The West's redeeming feature has been its liberalism. But that too is under threat.
Liberalism under threat

Post-Cold War democracies have been hijacked by an illiberalism: winding back the institutions of democracy and falling prey to autocratic strongmen.

Societies have become increasingly tribal, the media more partisan and notions of truth are contested.

As Gray says: "Those who believe humankind is converging on liberal values overlook the fact that Western societies are fast discarding them."

Gray is only the latest to identify what others long before have warned about.

Societies have become increasingly tribal, the media more partisan and notions of truth are contested.(AP: Jose Luis Magana)

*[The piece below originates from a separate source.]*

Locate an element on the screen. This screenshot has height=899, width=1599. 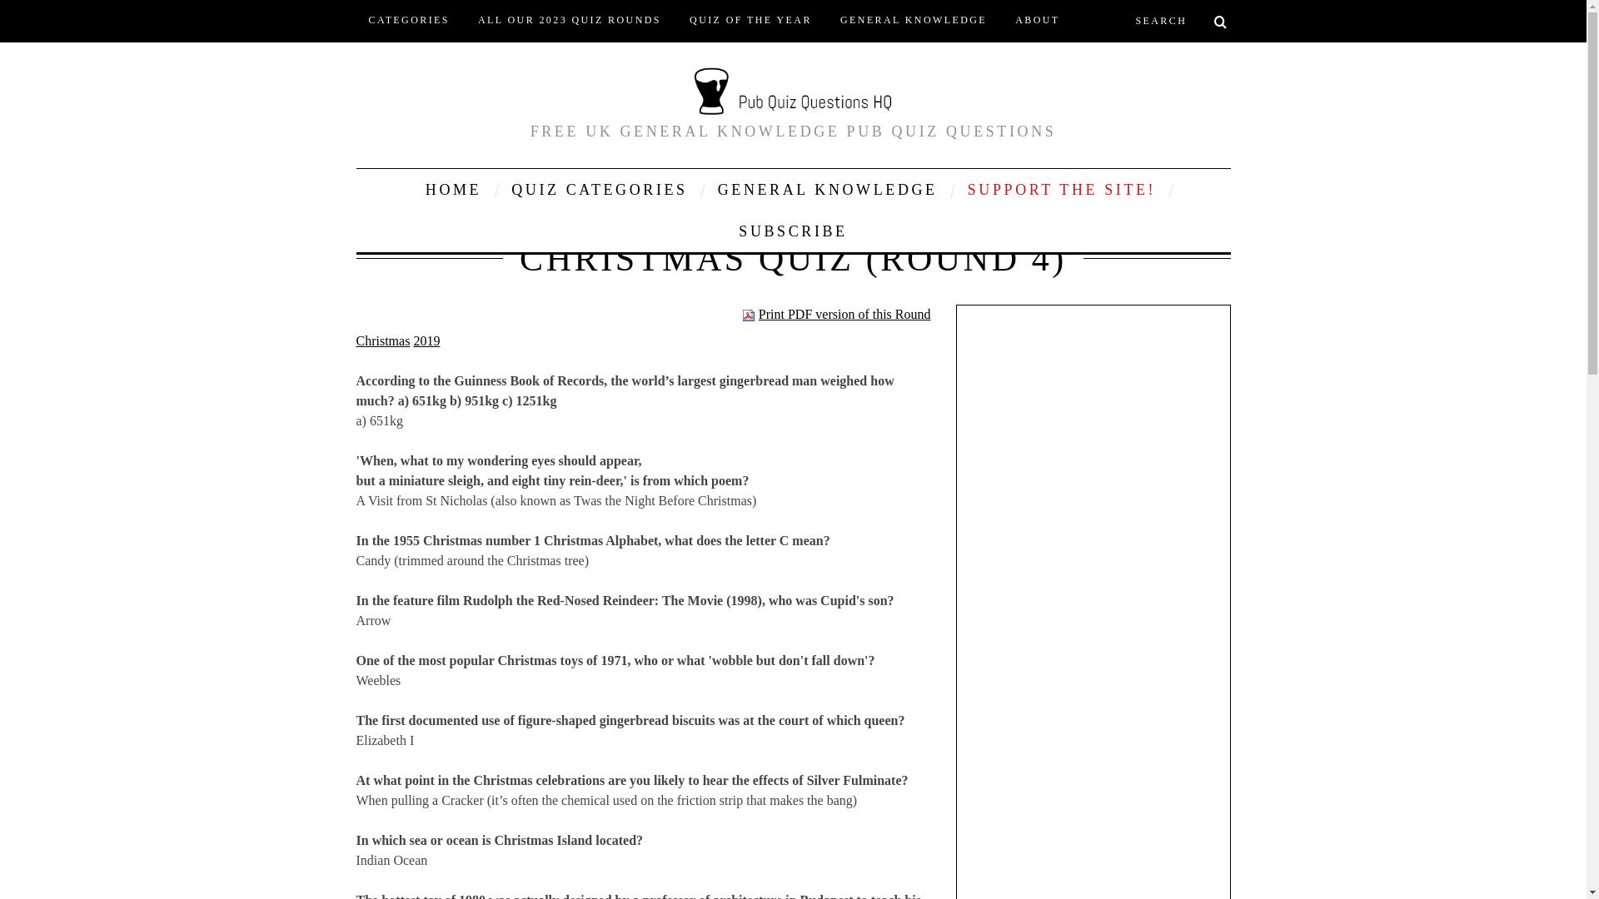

Judith Shklar, half a century ago, identified that "liberalism had lost its moral core".

Shklar was writing in the wake of enormous upheaval and the nightmares of utopian visions of political order.

Faith in progress appeared as a mirage. As she said: "In the age of two world wars, totalitarian dictatorship, and mass murder this faith can be regarded as simple-minded…"

The Western paradox between freedom and tyranny was built into the Enlightenment.

The French Revolution descended into terror. The world has fought unending wars with its own dark shadows for centuries.

Now there is talk of war again. This time against a foe that imitates Western ideals even as Xi rejects Western hegemony itself.
The time to ask hard questions

In comparing China to the West there is a risk of moral relativism. That's dangerous. In two decades of living in or reporting on and from China, I have seen — and experienced — all too clearly the worst repressive aspects of the CCP.

But this moment does ask us for moral clarity: What is the West? What is the future of liberalism and democracy? What is a global order?

In the West, there is a sense of alienation and gloom. Shklar, quoting Hegel, called this the "unhappy consciousness". The reason and rationality that had powered Western progress had to many come to feel like a "strange and hostile prison".

This, Shklar warned, was the "romanticism of defeat".

The West is wrestling with itself even as it confronts a more powerful, aggressive China.

John Gray, writing about the West's contradictions and drift to illiberal tyranny, says the "arc of history points to a model that no longer exists".

Paradoxically he says, the West isn't dying, the worst of it remains "alive in the tyrannies that now threaten it".

Judith Shklar urged the West to rescue itself from its own gloom and find a new vigorous sense of renewal.

If China represents the worst aspects of the West, does this moment demand that the West look to itself?

The West's battle is also with itself and its own legacy.

In Rene Gerard's terms, China while not a "scapegoat", can be seen as a "twin"; albeit today cast as the "evil twin."

The West is not responsible for Xi Jinping landing missiles off the waters of Taiwan. The Chinese leader — like his friend Vladimir Putin — frighteningly seems to have the taste of apocalypse in his mouth.

But we live in a world the West has made. If liberal democracies are to prevail in this moment and avert a drift to catastrophic war, is now not a time to present China a more virtuous and strong global order that if it will not emulate, it would find impossible to resist?

Stan Grant is the ABC's international affairs analyst and presenter of Q+A on Thursday at 8.30pm. He also presents China Tonight on Monday at 9:35pm on ABC TV, and Tuesday at 8pm on the ABC News Channel.